No, thought Cadfael, not until Aymer Bosiet has gone his way back to Northamptonshire, and Hyacinth can come out of hiding and speak for himself, and Eilmund and Annet, yes, and Richard, can speak for him. For between the three of them I’m sure it can be proved exactly where Hyacinth has been at all times, and he has not been here. No, we need not trouble about Hyacinth. But I wish, he thought regretfully, I wish they had let me confide in Hugh long ago.
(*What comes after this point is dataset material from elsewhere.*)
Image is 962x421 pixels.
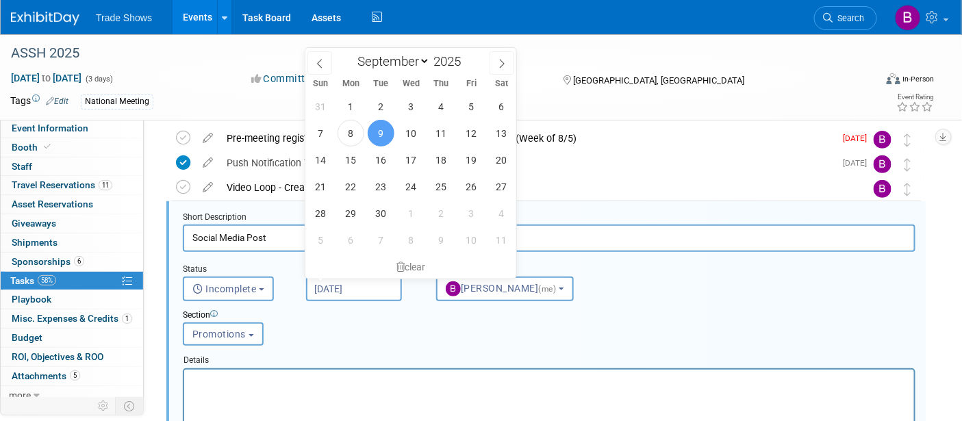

The sun was higher in the sky by now, and found a better angle through the leafage of the trees, to shed more light upon the distorted and lamentable body. The skirts of the rusty black habit were gathered together at one side, as if a large fist had drawn them into its grasp, and there the woollen cloth was clotted with a sticky dark stain. Cadfael kneeled and drew the folds apart, and they separated with a faint, rustling reluctance. “Here he wiped his dagger,” said Cadfael, “before sheathing it again.”